Newtown Athletic Club owner has the knack for SUCCESS IN THE COMPETITIVE HEALTH & FITNESS INDUSTRY
NEWTOWN – For Jim Worthington, it’s all about vision. The long-time owner of the Newtown Athletic Club (NAC), Worthington keeps his eye on the ball, the prize and the big picture. Avoiding clichés would likely be his only failure since taking over the club in the early 80s.
In 19T8, Worthington took a job at what was then the Newtown Racquet Club and started thinking. The club’s focus on racquetball lasted about as long as Worthington’s time not in charge. In 1981, he became manager and kept thinking. In 1983, he became partner, stopped thinking and started doing.
nuickly but somewhat methodically, Worthington started removing racquetball courts in favor of workout rooms. The philosophy was remarkably simple.
“I had all this square footage, and two people were using it to play racquetball,” Worthington remembered. “The key was, take that square footage and get 10 to 15 people working out in that space. You have to maximize your square footage to make money.”
Shifting the focus from racquetball to aerobic exercise represented the first of several major changes that has allowed Worthington and the NAC to keep up with – and in some cases be ahead of – the workout curve. The validity of that statement, Worthington said, can be seen by taking a quick look at where fitness has gone since Worthington took over NAC.
“There hasn’t been an indoor tennis facility in the Philadelphia area in more than 30 years,” Worthington said. “That’s too much square footage for just two or four people to use.”
When he came aboard, the NAC sat on a 3-acre plot of land. Almost 20 acres later, Club Industry – a publication and website focused on the “fitness business professionals” the workout facility is the country’s third largest single-site workout facility in the country (national chains don’t count), with 80,0000 outdoor square feet – there’s that unit of measurement again – after the addition of the pools.
Ah, yes … the pools. Most workout clubs have pools. Not many have a sprawling, four-pool area with water park-type slides. It furthers the image Worthington has for his club. Because, to its owner, the NAC isn’t just an athletic club, despite its name.
“We’re a lifestyle choice,” Worthington said. “We’re not just a place to exercise. We call ourselves a country club without the golf course.”
The new pool area was part of an $8.5 million expansion, which also included 41,000 new square feet of workout space. Most would think that a facility of this type wouldn’t be cheap. Most would be right – if they looked at it from face value, not the value of the money they pay. To members, there’s no individual fee to play in the new water park. There’s no a la carte fee for a wumba class or a dance class. It’s all under one roof. Just as Worthington envisioned.
As the NAC continued to grow and as the calendar flipped to the 90s, Worthington had another vision.
“I saw that the industry was going to ma-
ture, despite the fact that people weren’t ready for this type of facility,” Worthington said. Indeed, most moms and dads were running sons to karate and dropping daughters off at dance and hoping to squeeze in 30 minutes of a workout – barely enough time to elicit a real sweat. It was time to target his next audience – kids.
“In the mid-90s we made a huge commitment to children’s programming,” Worthington said. “Other places had this and that for kids, but nobody else had committed a full facility to children’s programming.” The commitment was tangible – 30,000 square feet (of course) of space dedicated to the younger generation. While the children don’t pay the bills, to an extent they control the ones who do.
“If you lock in the kids, parents can’t leave,” Worthington said with a laugh. “The kids don’t want to leave, so the parents stay and work out. The parents aren’t going to give up their membership if their kids are using it. It’s the key to NAC.”
Again, it was everything under one roof. While joking about locking the children in so the parents couldn’t leave, Worthington wants to offer as much as he can so there’s no reason to leave. And since it’s all included in the price of a membership, Worthington figures parents won’t want to cut another check for something they can get at a place they’re already playing for. Expense versus value. Value appears to be winning by a landslide.
With 12,000 members, a bulletin board might not be the most efficient way to communicate what’s going around the NAC. To that end, Linda Mitchell has taken care of the club’s pub for the better part of Worthington’s tenure. You don’t undergo the growth NAC has without help, as Worthington noted several times.
Nothing is guaranteed, including the future success of the NAC. Despite that, Worthington remains confident that his club will remain unique, especially in the area. He credits his current success to the methodical pace with which he’s grown his business. It’s not realistic to think that somebody could just plop an athletic center on 20-plus acres in one, expensive swoop.
“We really don’t have any competition,” Worthington said. “Really, our only competition is ourselves, trying to do the best job we can.”
He said that he always had a vision of a “large campus” with “all kinds of different activities for families.” It seems as if he was seeing the future.
“I wasn’t always sure exactly what it would look like, but I think this is pretty close,” Worthington said.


Exercise objective :: All lines in the records below that hold "satellite" are to be shown.

Information provided ::
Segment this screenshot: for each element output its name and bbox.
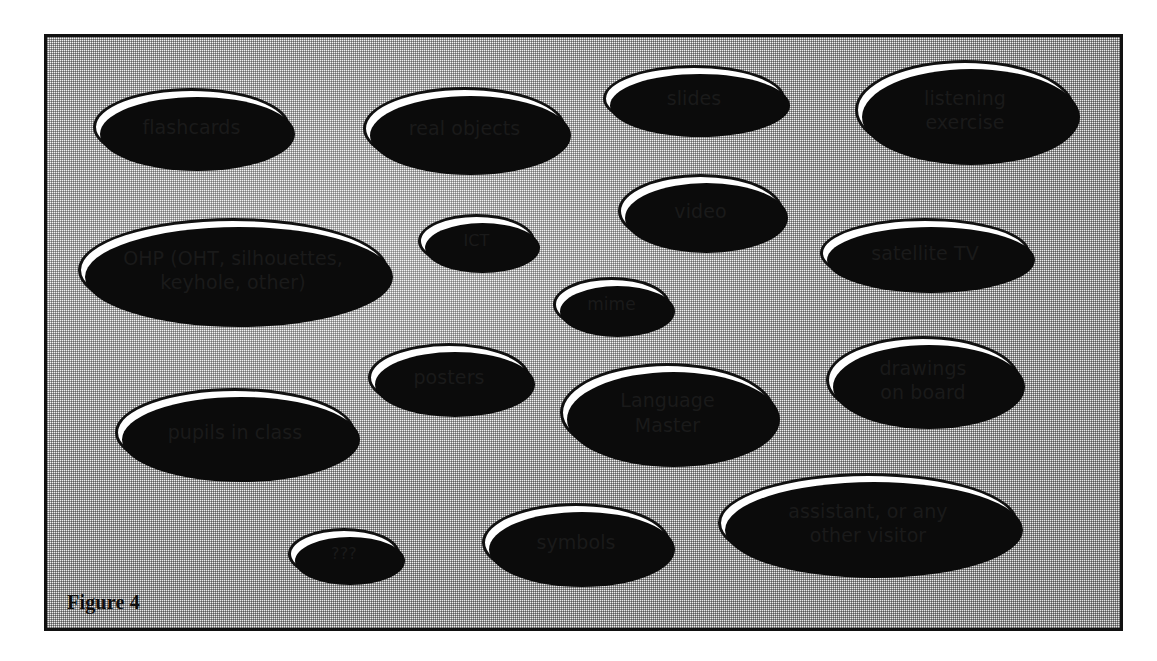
concept-oval-real-objects: real objects <box>363 87 566 170</box>
concept-oval-listening-exercise: listening exercise <box>855 60 1075 160</box>
concept-oval-satellite-tv: satellite TV <box>820 218 1030 288</box>
concept-oval-drawings-on-board: drawings on board <box>826 336 1020 424</box>
concept-oval-label: posters <box>405 365 492 389</box>
concept-oval-symbols: symbols <box>482 503 670 582</box>
concept-oval-video: video <box>618 174 783 248</box>
concept-oval-mime: mime <box>553 277 670 332</box>
concept-oval-flashcards: flashcards <box>93 88 290 166</box>
concept-oval-label: symbols <box>528 530 623 554</box>
concept-oval-label: ICT <box>456 231 498 251</box>
concept-oval-ohp: OHP (OHT, silhouettes, keyhole, other) <box>78 218 388 322</box>
concept-oval-posters: posters <box>368 343 530 412</box>
concept-oval-label: slides <box>659 86 730 110</box>
concept-oval-unknown: ??? <box>288 528 400 580</box>
figure-frame: flashcardsreal objectsslideslistening ex… <box>44 34 1123 631</box>
concept-oval-label: assistant, or any other visitor <box>780 499 955 548</box>
concept-oval-label: pupils in class <box>160 420 311 444</box>
concept-oval-assistant: assistant, or any other visitor <box>718 473 1018 573</box>
concept-oval-ict: ICT <box>418 214 535 268</box>
concept-oval-label: listening exercise <box>916 86 1014 135</box>
concept-oval-label: mime <box>579 294 644 316</box>
concept-oval-label: flashcards <box>134 115 248 139</box>
concept-oval-pupils-in-class: pupils in class <box>115 388 355 477</box>
concept-oval-label: ??? <box>323 544 365 564</box>
concept-oval-label: drawings on board <box>871 356 974 405</box>
figure-canvas: flashcardsreal objectsslideslistening ex… <box>0 0 1157 661</box>
concept-oval-label: video <box>666 199 734 223</box>
concept-oval-label: satellite TV <box>863 241 987 265</box>
figure-caption: Figure 4 <box>67 591 140 614</box>
concept-oval-slides: slides <box>603 65 785 132</box>
concept-oval-label: real objects <box>401 116 529 140</box>
concept-oval-label: OHP (OHT, silhouettes, keyhole, other) <box>115 246 351 295</box>
concept-oval-label: Language Master <box>612 388 723 437</box>
concept-oval-language-master: Language Master <box>560 363 775 462</box>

Solution to this task ::
concept-oval-satellite-tv: satellite TV <box>820 218 1030 288</box>
concept-oval-label: satellite TV <box>863 241 987 265</box>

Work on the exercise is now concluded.